When repair site iFixit performed a teardown of a new Apple MacBook Pro Feb. 25, a day after Apple released the new line-which features Intel’s second-generation Core “Sandy Bridge” processors and Advanced Micro Devices Radeon graphics chips-the team was surprised to find details that raised questions about quality.
“One thing that has us a little concerned about the new models is their quality control,” iFixit wrote on its site. “A stripped screw near the subwoofer enclosure and an unlocked ZIF socket for the IR sensor should not be things found inside a completely unmolested computer with an $1,800 base price.”
The team also came across considerable amounts of thermal paste, prompting a “Holy thermal paste!” comment and the suggestion that only time will tell if “the gobs of thermal paste applied to the CPU and GPU will cause overheating down the road.”
In the teardown images, it looks as though toothpaste had been liberally applied to some of the machine’s more high-tech bits. What exactly is this stuff?
“Thermal paste is used for conducting heat from the processor to the heat sink,” Miroslav Djuric, iFixit’s director of technical communication, told eWEEK via e-mail. “The processor needs to have the best connection possible to the heat sink, but microscopic pockets of air-caused by very slight manufacturing differences between chips and heat sinks-prevent that connection [from being] effective (air is an insulator).”
Djuric added, citing Wikipedia, that aluminum, a common ingredient in thermal paste, is 8,000 times more efficient than air at conducting heat.
Aaron Vronko, service manager at Rapid Repair, another company that often performs teardowns, also helped fill in the picture.
“A fine layer of thermal paste enables high-powered processors in your computer to quickly and evenly offload their waste heat by filling the tiny imperfections where your processor and heat sink meet,” Vronko told eWEEK in an e-mail. “Like a thin layer of glue between interlocking puzzle pieces, their thermal connection is greatly enhanced by proper application. Just like puzzle pieces though, too much thermal paste acts as a buffer pushing the processor and heat sink apart and making for a sloppy ineffective connection.”
Checking out the iFixit images, Vronko agreed that there appears to be too much paste applied to the CPU and GPU, which might, taken with the stripped screw, imply that “the quality control processes ensuring uniformly correct procedures during assembly may need some review.”
In the short term, it’s not likely to cause any failures. However, “reduced efficiency in the cooling system typically causes the fans to run more often and at higher speeds, increasing noise and power consumption,” Vronko explained. “It could also block the processors from achieving their maximum performance, slowing its use in demanding applications, and can waste battery power. Improper cooling can also be hard to diagnose in typical usage, as its effects may appear as random underperformance or quirks with video performance.”
Both Vronko and Djuric noted, however, that this is just a single instance; only one notebook was taken apart.
“It’s also worth noting that the cooling efficiency and design in Apple’s notebooks are typically among the best, and a well-designed cooling system could essentially suffer a minor fault without noticeable impact to the user,” said Vronko.
Djuric added that he couldn’t recall ever seeing that much thermal paste in an Apple product before, and that “like everything else in life, the manufacturing process for electronics is not perfect.”
Noting that he has a background in manufacturing engineering-which perhaps makes him more sympathetic than the average consumer to the challenges of manufacturing-Djuric pointed eWEEK to a graphic of a project triangle: a triangle with “good” at its top and “fast” and “cheap” at each bottom corner.
“Apple, just like all other design/manufacturing companies, strives for the center of that graph,” said iFixit’s Djuric. “But the center is near-impossible to achieve.”
Apple didn’t respond to a request for comment.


• _WHAT YOU ARE ASKED TO DO_
Please return only the lines from the one showing "Identify the location of input: Selecione" to the end of the entries, keeping both ends and dropping every picture.

DATA FOR ANALYSIS: Begin

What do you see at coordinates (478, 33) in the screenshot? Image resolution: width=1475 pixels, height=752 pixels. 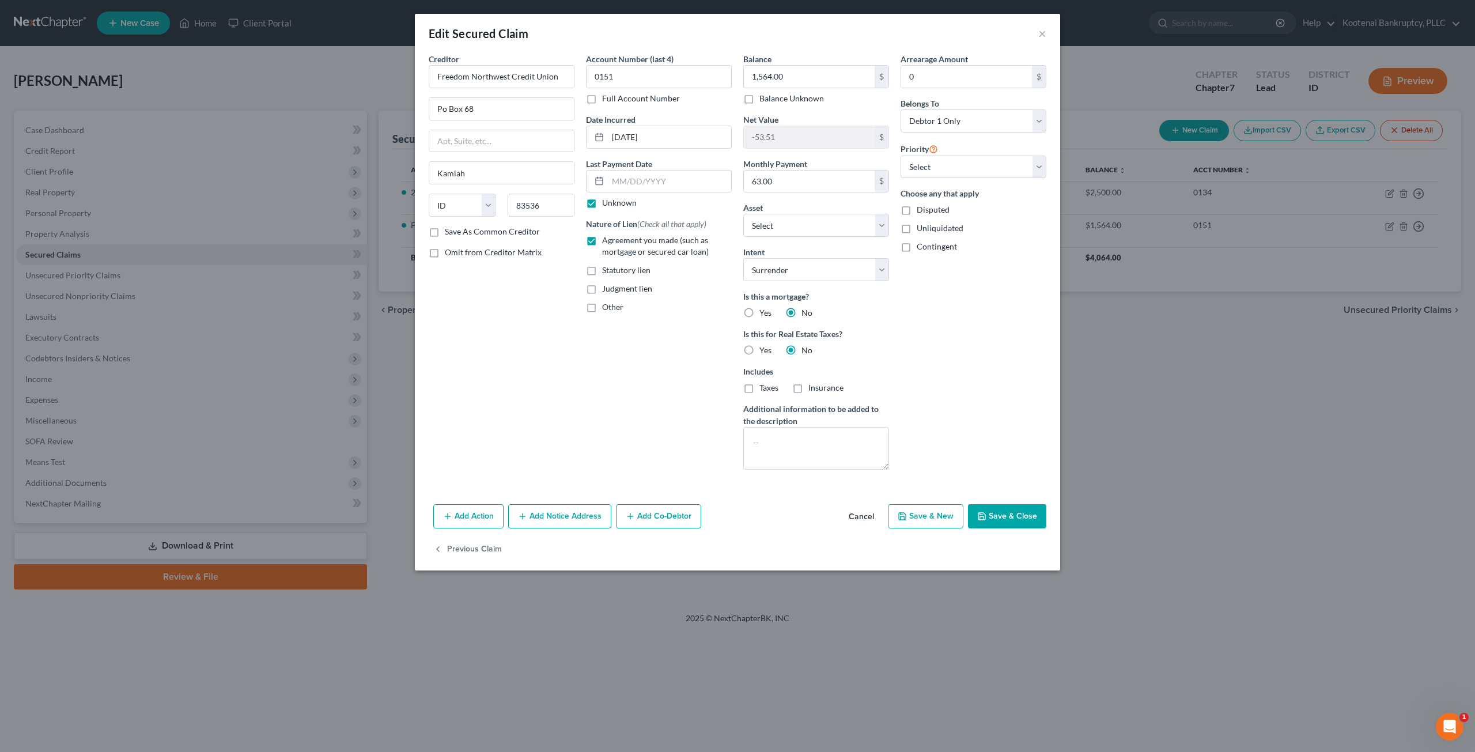 I see `div: Edit Secured Claim` at bounding box center [478, 33].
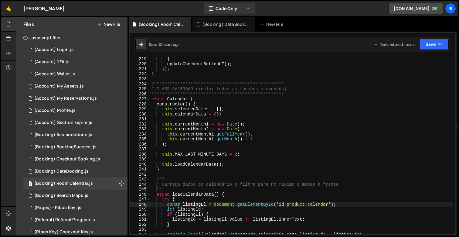  Describe the element at coordinates (140, 209) in the screenshot. I see `div: 249` at that location.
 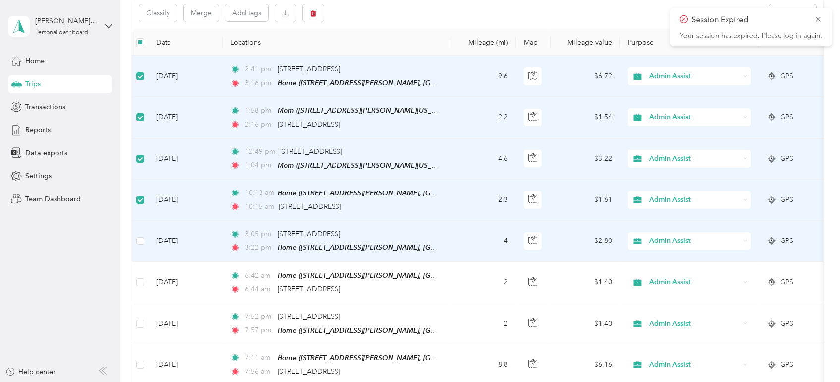 What do you see at coordinates (185, 42) in the screenshot?
I see `th: Date` at bounding box center [185, 42].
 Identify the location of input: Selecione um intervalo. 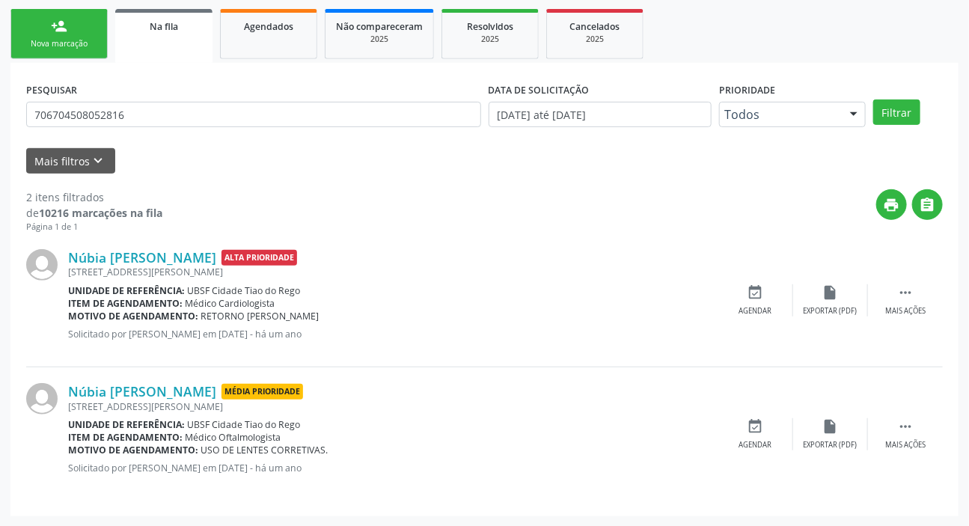
(600, 114).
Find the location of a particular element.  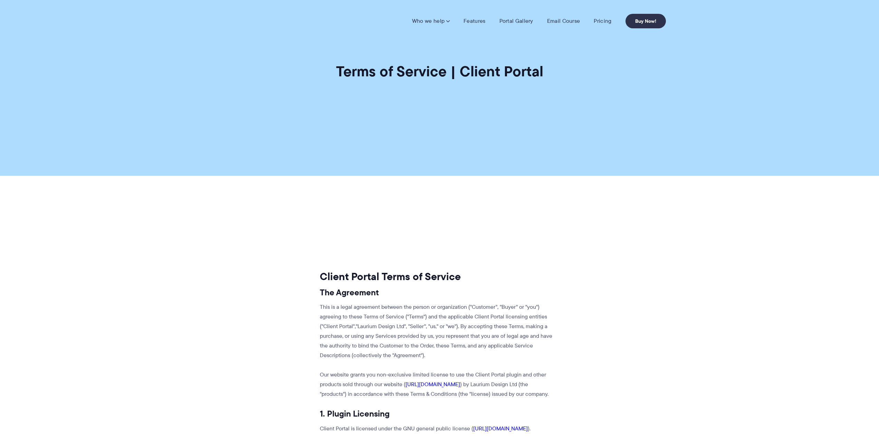

h3: The Agreement is located at coordinates (437, 293).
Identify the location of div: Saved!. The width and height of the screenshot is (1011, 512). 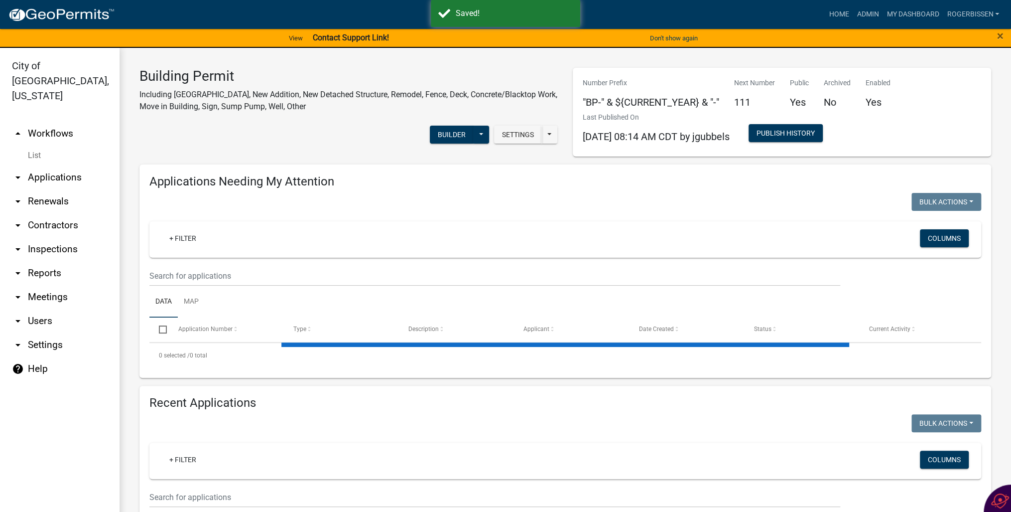
(514, 13).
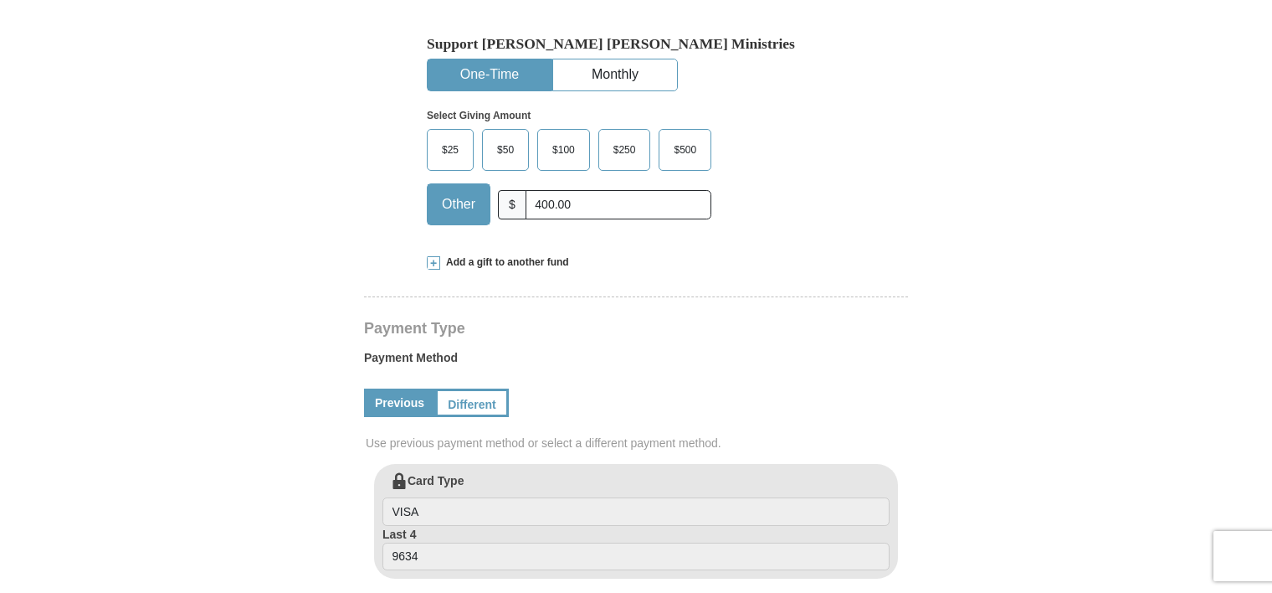 This screenshot has height=593, width=1272. Describe the element at coordinates (479, 116) in the screenshot. I see `strong: Select Giving Amount` at that location.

DATA FOR ANALYSIS: End

• _RESULT OF THE TASK_
 Identify the location of input: Selecione um intervalo. 
(600, 114).
Find the location of a particular element.  

h3: The Agreement is located at coordinates (437, 293).
Identify the location of div: Saved!. The width and height of the screenshot is (1011, 512). 
(514, 13).
 This screenshot has height=593, width=1272. Describe the element at coordinates (479, 116) in the screenshot. I see `strong: Select Giving Amount` at that location.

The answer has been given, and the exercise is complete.